I suppose I have horrendously unrealistic desires when it comes to my mood disorder and anxiety. I want to be able to freely and readily swing between highs and lows, but I don’t want to be obligated or responsible for anything during those times. I want to meet people, but I don’t want to do the work of going out into the world to do so – I’d rather be set up with someone and… just hope we mesh well. I want to be able to feel free to cry if I get emotional and laugh insanely when I’m emotionally high without feeling like I’m being judged. I want to be stable and unstable at my very whim. I want to be able to manually open the flood gates (tears), because – otherwise – they’re habitually blocked. I want to be able to just… go to sleep when I feel sleepy, and feel sleepy, like a normal person, instead of needing a chemically induced sleep every night. I forgot a long time ago what natural sleep feels like.
Some of these might not seem so crazy to certain individuals, while some of these might seem ridiculous. I can’t really predict who would think what. I can understand these desires being unrealistic, but they’re desires – not necessarily what I will or can get. I guess, to sum it up, I want control… even if that means a little bit of lack of control. I always imagine in my head how things should play out, with specific cues, like a movie version in my head. I can say that I cannot recall a single instance that has happened except for the ends of certain movies (I’ll admit, when no one’s looking, I can be a bit of a crier with films that hit home with me.)
I see these bipolar people on TV and movies, or hear stories about people with bipolar, and they sound so much closer to how I used to be. I mean, not many people get a number of coexisting psychoses in the form of different kinds of consistent and persistent delusions and hallucinations. That’s one reason an old therapist of mine and I had come to the same conclusion that I might have schizoaffective disorder with bipolar tendencies (in between bipolar and schizophrenia, though they are sometimes believed to be part of the same continuum.) Still, having been on a steady supply of antipsychotics for years and years, now – perhaps over a half dozen different kinds – I’ve been lacking that particular symptom. I had a love-hate relationship with my psychoses… I often miss them, but am often glad they aren’t around anymore. I guess if I could pick and choose my psychoses, I’d be just golden. There I go being unrealistic in my desires, as I obviously can’t be picky about what psychoses I do and don’t have.
And then there are my romantic desires… Love… wife… kids… Each and every day that goes by, I decrease my chances of ever finding those things because of my solitary, hermitic, anxiety-engulfed, anti-social, hypocritical day-to-day life lodged firmly in this house. And what if I happen to miraculously find any such person, and succeed with any such things? Would I just live a miserable, unfulfilling life? Would I feel inept and impotent?
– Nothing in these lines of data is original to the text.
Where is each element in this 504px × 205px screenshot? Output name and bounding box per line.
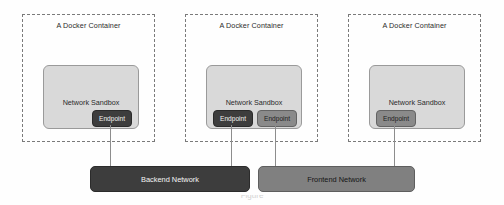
docker-container-3-label: A Docker Container (349, 21, 480, 30)
network-sandbox-3-label: Network Sandbox (370, 98, 464, 107)
connector-endpoint-2-1-to-backend (231, 125, 232, 166)
network-sandbox-2: Network Sandbox Endpoint Endpoint (206, 65, 302, 129)
docker-container-2: A Docker Container Network Sandbox Endpo… (185, 14, 318, 142)
docker-container-2-label: A Docker Container (186, 21, 317, 30)
network-sandbox-1: Network Sandbox Endpoint (43, 65, 139, 129)
figure-caption-cropped: Figure (0, 195, 504, 205)
docker-container-1-label: A Docker Container (23, 21, 154, 30)
endpoint-2-2[interactable]: Endpoint (257, 110, 297, 127)
connector-endpoint-3-1-to-frontend (394, 125, 395, 166)
endpoint-2-1[interactable]: Endpoint (213, 110, 253, 127)
network-sandbox-1-label: Network Sandbox (44, 98, 138, 107)
backend-network-bar[interactable]: Backend Network (90, 166, 250, 192)
diagram-canvas: A Docker Container Network Sandbox Endpo… (0, 0, 504, 205)
connector-endpoint-2-2-to-frontend (275, 125, 276, 166)
docker-container-1: A Docker Container Network Sandbox Endpo… (22, 14, 155, 142)
frontend-network-bar[interactable]: Frontend Network (258, 166, 415, 192)
network-sandbox-3: Network Sandbox Endpoint (369, 65, 465, 129)
endpoint-1-1[interactable]: Endpoint (92, 110, 132, 127)
docker-container-3: A Docker Container Network Sandbox Endpo… (348, 14, 481, 142)
connector-endpoint-1-1-to-backend (110, 125, 111, 166)
figure-caption-text: Figure (0, 195, 504, 200)
endpoint-3-1[interactable]: Endpoint (376, 110, 416, 127)
network-sandbox-2-label: Network Sandbox (207, 98, 301, 107)
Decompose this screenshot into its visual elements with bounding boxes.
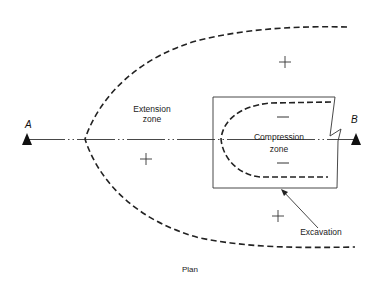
extension-zone-boundary (85, 27, 355, 248)
plus-sign-left (140, 153, 152, 165)
extension-zone-label-line1: Extension (122, 104, 182, 114)
point-a-label: A (25, 119, 32, 130)
point-b-marker (351, 133, 361, 145)
compression-zone-label-line2: zone (244, 143, 314, 155)
plus-sign-lower (272, 210, 284, 222)
plan-diagram (0, 0, 380, 281)
plus-sign-upper (279, 56, 291, 68)
excavation-label: Excavation (296, 227, 346, 237)
extension-zone-label: Extension zone (122, 104, 182, 124)
extension-zone-label-line2: zone (122, 114, 182, 124)
compression-zone-label-line1: Compression (244, 131, 314, 143)
compression-zone-label: Compression zone (244, 131, 314, 155)
excavation-leader-line (282, 190, 318, 228)
point-b-label: B (351, 114, 358, 125)
point-a-marker (22, 133, 32, 145)
figure-caption: Plan (175, 265, 205, 275)
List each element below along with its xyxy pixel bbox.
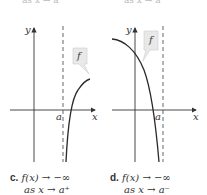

Would I be a horrible father? Would I still be too scared to even walk a few blocks away from the comfort of my house alone? I’m constantly pestered by these questions swirling in my head. The things I want could become so disastrous in my current state, or if my state got any worse. I then often think that, perhaps, dooming myself might be the only way to avert such disaster, assuming that I don’t improve. It’s not until I improve in the various other areas that my self-destructive tendencies really become relevant as more than a defence mechanism.
To be able to control what I feel and how I feel it… To be able to control how I deal with things in life… To be the master of my mind… Those are the things I truly want so badly. That’s what all of these desires really boil down to. I almost achieved a trance-like state during a shower at dawn. It was peaceful, relaxed, and utterly free of my problems. All the pain and anxiety and tiredness seemed to disappear. It felt almost like sleeping, but it wasn’t. All of my senses began to blur, but were ever-present. I was mindful of every one sensation, and yet they felt… not blocked, not dulled, but a particular kind of feeling that I’ve only really found in narcotics. You know that it’s there, but it’s drastically less taxing on you. This transcendent state was like a natural, mindful painkiller. If I could always achieve a state like that, I don’t know if it would be good or bad. Would I become like the guy on Office Space, or like a Buddhist monk? Or would I become like something else entirely?
My life has been like one giant experiment with no real conclusions. There’s been trial and error, with no ‘right way’ of doing things (but certainly plenty of wrong ways.) And, in this life, each trial and, usually inevitable, error takes months at a time, if not years, making the process painstakingly slow.